I worked for a couple of years dragging carpets
from floor to floor and selling them to poor unsuspecting
newlyweds, pensioners and all sorts of people. I quickly learnt
the art of doing the least work I could get away with which
was the form at work, to buck the trend wouldve sided
me with the bosses and by default set me apart from my comrades
in arms who seemed to want nothing more than to make
as much money as they could whilst doing as little work as
they could, drinking as much as they could and generally skiving
off and finding some poor new kid (me) to go out to the shop
and buy a skyhook, which I almost did.
I knew I was being tested just like early schooldays
with the bullies, so had to win some respect there whilst
not being seen to be too groveling to the boss who was friendly
with my dad. A question of fine balance was called for.

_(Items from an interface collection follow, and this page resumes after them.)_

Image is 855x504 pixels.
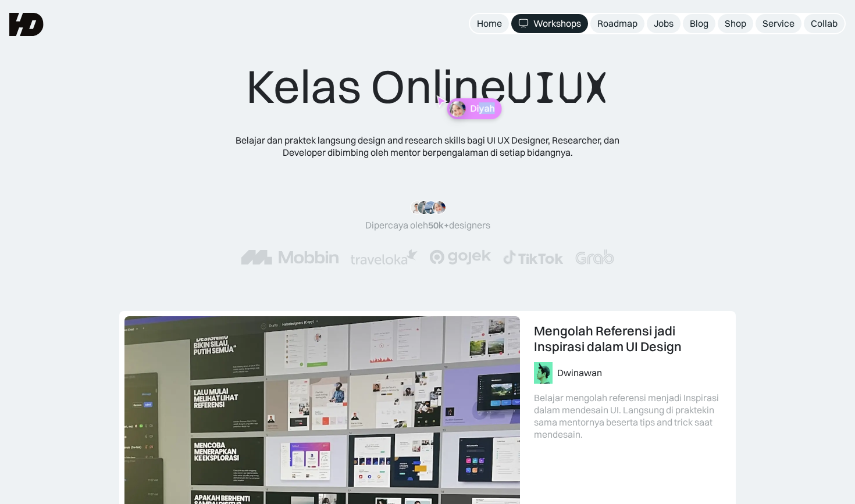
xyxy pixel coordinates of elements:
div: Workshops [533,18,581,30]
div: Blog [690,18,709,30]
div: Home [477,18,502,30]
a: Collab [804,14,845,33]
div: Service [762,18,794,30]
span: UIUX [506,60,609,116]
div: Collab [811,18,837,30]
a: Shop [718,14,753,33]
div: Shop [725,18,746,30]
span: 50k+ [428,219,449,231]
a: Service [756,14,802,33]
p: Diyah [471,103,495,114]
a: Blog [683,14,715,33]
a: Workshops [511,14,588,33]
div: Jobs [654,18,673,30]
div: Roadmap [597,18,637,30]
a: Home [470,14,509,33]
a: Roadmap [591,14,644,33]
div: Belajar dan praktek langsung design and research skills bagi UI UX Designer, Researcher, dan Deve... [218,134,637,159]
a: Jobs [647,14,681,33]
div: Kelas Online [246,58,609,116]
div: Dipercaya oleh designers [365,219,490,232]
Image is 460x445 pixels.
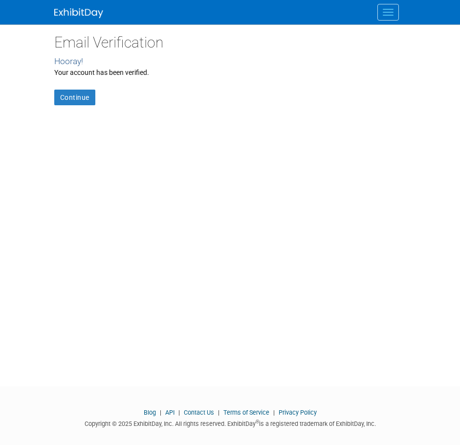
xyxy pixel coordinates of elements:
a: Continue [54,89,95,105]
a: Privacy Policy [279,408,317,416]
span: | [271,408,277,416]
span: | [216,408,222,416]
div: Your account has been verified. [54,67,406,77]
a: Blog [144,408,156,416]
sup: ® [256,419,259,424]
h2: Email Verification [54,34,406,50]
a: API [165,408,175,416]
div: Hooray! [54,55,406,67]
button: Menu [378,4,399,21]
a: Terms of Service [223,408,269,416]
a: Contact Us [184,408,214,416]
span: | [176,408,182,416]
span: | [157,408,164,416]
img: ExhibitDay [54,8,103,18]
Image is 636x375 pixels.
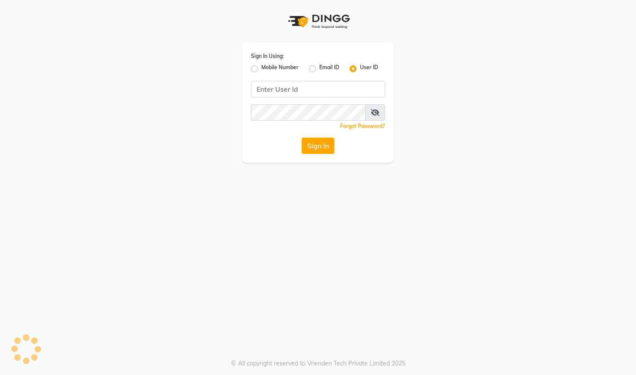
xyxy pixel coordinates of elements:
[251,104,366,121] input: Username
[251,52,284,60] label: Sign In Using:
[302,138,334,154] button: Sign In
[261,64,299,74] label: Mobile Number
[283,9,353,34] img: logo1.svg
[319,64,339,74] label: Email ID
[251,81,385,97] input: Username
[340,123,385,129] a: Forgot Password?
[360,64,378,74] label: User ID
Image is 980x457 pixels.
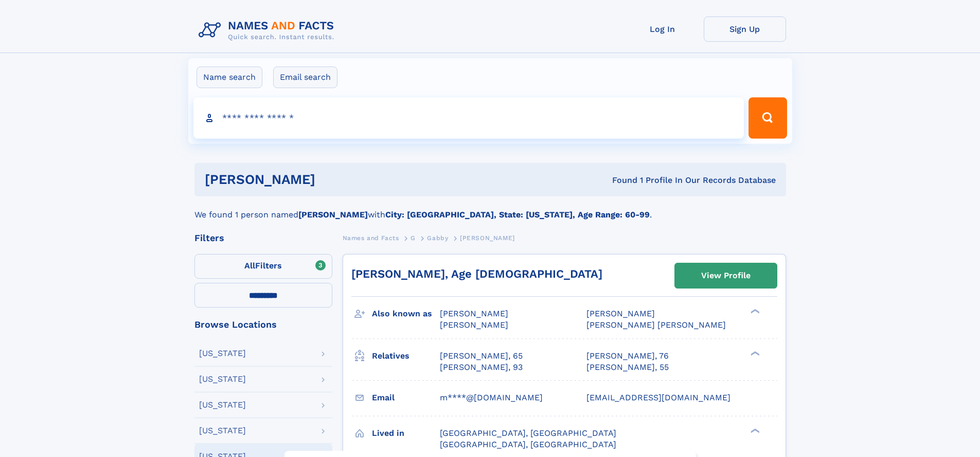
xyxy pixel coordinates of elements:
[748,427,761,434] div: ❯
[749,97,786,138] button: Search Button
[199,349,246,357] div: [US_STATE]
[586,309,655,318] span: [PERSON_NAME]
[440,320,508,329] span: [PERSON_NAME]
[675,263,777,288] a: View Profile
[440,309,508,318] span: [PERSON_NAME]
[440,350,523,362] a: [PERSON_NAME], 65
[197,66,262,88] label: Name search
[372,305,440,323] h3: Also known as
[427,234,448,242] span: Gabby
[199,375,246,383] div: [US_STATE]
[586,393,730,402] span: [EMAIL_ADDRESS][DOMAIN_NAME]
[440,439,616,449] span: [GEOGRAPHIC_DATA], [GEOGRAPHIC_DATA]
[244,261,255,270] span: All
[372,389,440,407] h3: Email
[701,264,750,287] div: View Profile
[385,210,650,220] b: City: [GEOGRAPHIC_DATA], State: [US_STATE], Age Range: 60-99
[372,347,440,365] h3: Relatives
[194,320,332,329] div: Browse Locations
[460,234,515,242] span: [PERSON_NAME]
[205,173,464,186] h1: [PERSON_NAME]
[273,66,337,88] label: Email search
[748,350,761,357] div: ❯
[199,426,246,435] div: [US_STATE]
[586,350,669,362] a: [PERSON_NAME], 76
[411,231,416,244] a: G
[298,210,368,220] b: [PERSON_NAME]
[194,196,786,221] div: We found 1 person named with .
[440,362,523,373] a: [PERSON_NAME], 93
[194,16,342,44] img: Logo Names and Facts
[440,428,616,437] span: [GEOGRAPHIC_DATA], [GEOGRAPHIC_DATA]
[194,97,744,138] input: search input
[748,308,761,314] div: ❯
[372,424,440,442] h3: Lived in
[704,16,786,42] a: Sign Up
[194,254,332,278] label: Filters
[199,401,246,409] div: [US_STATE]
[621,16,704,42] a: Log In
[464,175,776,186] div: Found 1 Profile In Our Records Database
[586,320,726,329] span: [PERSON_NAME] [PERSON_NAME]
[342,231,399,244] a: Names and Facts
[351,267,602,280] a: [PERSON_NAME], Age [DEMOGRAPHIC_DATA]
[427,231,448,244] a: Gabby
[194,234,332,242] div: Filters
[411,234,416,242] span: G
[586,362,669,373] a: [PERSON_NAME], 55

One day an employee called (Jolly) Jim Preston
challenged me to a duel hoisting 27 inch body carpet on our
respective backs and carrying them up to the balcony storage
area four flights of steps from the ground floor. Dapper Jim
was popular with all the lads, tall, slim, in his late 20s
and somewhat rakish in appearance with slicked back hair,
slitty eyes and a moustache that made him look a little shifty
with the look of a northern Lothario who you wouldnt
want to buy a car from, new or used!
Big Jim thought Id wimp out of the challenge
or at best give up after a few runs. I was dropping
on my feet and bathed in sweat but refused to give in and
concede defeat to this gloating swaggerer when after 20 or
so runs he red-facedly announced to me and the assembled workforce
watching All right Jeffrey, I think youve made
your point, which seemed to suggest Id challenged
him in the first place, although by this time I was greatly
relieved that he bottled out first as it was only sheer defiance
that kept me going! Another case of standing up to bullies
proved correct, he never bothered me again.

Jeff always stood
up to bullies.
The following year, aged 18, I quit work
and turned professional as it became untenable and embarrassing
for me to remain the job after I started coming in late for
work after traveling further afield, to gigs out of Yorkshire,
across to Lancashire and Derbyshire and getting home very
late at night.
I was also starting to experiment with songwriting
and would disappear into the nooks and crannies of this big
warehouse to jot down lyrics and song ideas. I broke out in
a rash all over my body once with the overwhelming frustration
of being stuck in this demoralising cycle of negativity and
nihilism.
It was always on the cards that Id quit,
as the job was never anything more than a stopgap and a means
to an end in buying me a little more time to learn my
real trade more."
At the University of Leeds
with my band The Outer Limits, we played alongside Bluesology
and they had this keyboard player who was as quiet as
a mouse, and so under the radar, called Reg Dwight ..
who a couple of years later morphed into Elton John.